Sixty-three percent of Israelis reportedly want Prime Minister Ehud Olmert to resign in the wake of what’s perceived to be a failed operation in Lebanon. They’re outraged that Israel’s revered military somehow faltered in dislodging Hezbollah’s leadership and securing the return of two captured soldiers.

One interesting point of comparison is to President Bush – we’ve now been in what a majority of Americans have perceived for some time to be a failed military operation, yet no majority has coalesced in favor of the President’s stepping down. In fact, Bush was reelected nearly two years ago despite serious signs that the Iraq mission was going poorly.

Why the differences?

– The Iraq Operation did get rid of Saddam Hussein

– Part of its the structure of Israeli politics, where governments come and go based on tenuous coalitions and votes of no confidence

– The role of the military in Israeli life is far more preeminent than it is for Americans – the vast majority of citizens serve not just for an initial 3 year stint, but also thereafter in regular reserve duty. Citizens perceive themselves to rely on the Israeli army daily for the survival of the state. So the Israeli public’s stake in matters of military performance is much deeper and more direct than Americans’

– With rockets raining on Northern Israel, the threat posed by Hezbollah to Israel is much more live and in closer proximity than that posed by the Iraqi insurgency to the American public – the failure to deal decisively with it is thus all the more unacceptable. Whereas a large percentage of Americans don’t follow the news from Iraq, Israelis don’t have the luxury of tuning out

But, on the flip side:

– Whereas the Israeli operation in Lebanon was based on widely recognized provocation, the US invasion of Iraq was based on misleading and false intelligence

– Whereas 157 Israelis were killed in a month-long operation, the Iraq war has lasted three and a half years and resulted in nearly 3,000 deaths at a cost of hundreds of billions

– The Lebanon war still has the potential to culminate in a stable, UN enforced ceasefire and a defanged Hezbollah. No comparably optimistic scenario has yet manifested in Iraq.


(Instructions to follow): Each line in the listing is to be restated exactly.

(Listed entries):
###

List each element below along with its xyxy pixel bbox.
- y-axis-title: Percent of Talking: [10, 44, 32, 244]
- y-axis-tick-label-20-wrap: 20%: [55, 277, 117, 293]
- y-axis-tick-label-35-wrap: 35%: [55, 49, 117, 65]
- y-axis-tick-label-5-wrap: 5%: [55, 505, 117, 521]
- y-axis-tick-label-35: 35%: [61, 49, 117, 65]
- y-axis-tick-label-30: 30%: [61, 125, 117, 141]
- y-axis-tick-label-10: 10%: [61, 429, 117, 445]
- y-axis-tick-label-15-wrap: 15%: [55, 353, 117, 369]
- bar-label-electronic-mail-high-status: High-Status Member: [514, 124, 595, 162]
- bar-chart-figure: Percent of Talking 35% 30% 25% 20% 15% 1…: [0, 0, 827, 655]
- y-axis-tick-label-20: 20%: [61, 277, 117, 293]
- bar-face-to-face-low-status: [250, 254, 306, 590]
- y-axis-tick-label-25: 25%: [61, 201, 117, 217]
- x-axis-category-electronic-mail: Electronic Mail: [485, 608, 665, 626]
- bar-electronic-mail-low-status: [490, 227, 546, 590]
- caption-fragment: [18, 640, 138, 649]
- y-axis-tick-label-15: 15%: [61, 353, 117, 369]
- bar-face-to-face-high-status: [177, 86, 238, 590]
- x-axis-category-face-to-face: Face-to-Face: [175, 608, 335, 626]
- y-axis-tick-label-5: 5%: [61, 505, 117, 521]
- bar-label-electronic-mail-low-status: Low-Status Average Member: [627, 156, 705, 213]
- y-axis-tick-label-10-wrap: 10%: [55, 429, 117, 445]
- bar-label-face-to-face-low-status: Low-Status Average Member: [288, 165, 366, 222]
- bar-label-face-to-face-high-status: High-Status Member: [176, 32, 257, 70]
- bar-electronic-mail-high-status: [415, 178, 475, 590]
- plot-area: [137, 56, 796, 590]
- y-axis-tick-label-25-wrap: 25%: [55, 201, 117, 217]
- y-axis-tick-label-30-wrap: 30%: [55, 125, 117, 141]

###

(Answer to the exercise):
List each element below along with its xyxy pixel bbox.
- y-axis-title: Percent of Talking: [10, 44, 32, 244]
- y-axis-tick-label-20-wrap: 20%: [55, 277, 117, 293]
- y-axis-tick-label-35-wrap: 35%: [55, 49, 117, 65]
- y-axis-tick-label-5-wrap: 5%: [55, 505, 117, 521]
- y-axis-tick-label-35: 35%: [61, 49, 117, 65]
- y-axis-tick-label-30: 30%: [61, 125, 117, 141]
- y-axis-tick-label-10: 10%: [61, 429, 117, 445]
- y-axis-tick-label-15-wrap: 15%: [55, 353, 117, 369]
- bar-label-electronic-mail-high-status: High-Status Member: [514, 124, 595, 162]
- bar-chart-figure: Percent of Talking 35% 30% 25% 20% 15% 1…: [0, 0, 827, 655]
- y-axis-tick-label-20: 20%: [61, 277, 117, 293]
- bar-face-to-face-low-status: [250, 254, 306, 590]
- y-axis-tick-label-25: 25%: [61, 201, 117, 217]
- x-axis-category-electronic-mail: Electronic Mail: [485, 608, 665, 626]
- bar-electronic-mail-low-status: [490, 227, 546, 590]
- caption-fragment: [18, 640, 138, 649]
- y-axis-tick-label-15: 15%: [61, 353, 117, 369]
- bar-face-to-face-high-status: [177, 86, 238, 590]
- x-axis-category-face-to-face: Face-to-Face: [175, 608, 335, 626]
- y-axis-tick-label-5: 5%: [61, 505, 117, 521]
- bar-label-electronic-mail-low-status: Low-Status Average Member: [627, 156, 705, 213]
- y-axis-tick-label-10-wrap: 10%: [55, 429, 117, 445]
- bar-label-face-to-face-low-status: Low-Status Average Member: [288, 165, 366, 222]
- bar-label-face-to-face-high-status: High-Status Member: [176, 32, 257, 70]
- bar-electronic-mail-high-status: [415, 178, 475, 590]
- plot-area: [137, 56, 796, 590]
- y-axis-tick-label-25-wrap: 25%: [55, 201, 117, 217]
- y-axis-tick-label-30-wrap: 30%: [55, 125, 117, 141]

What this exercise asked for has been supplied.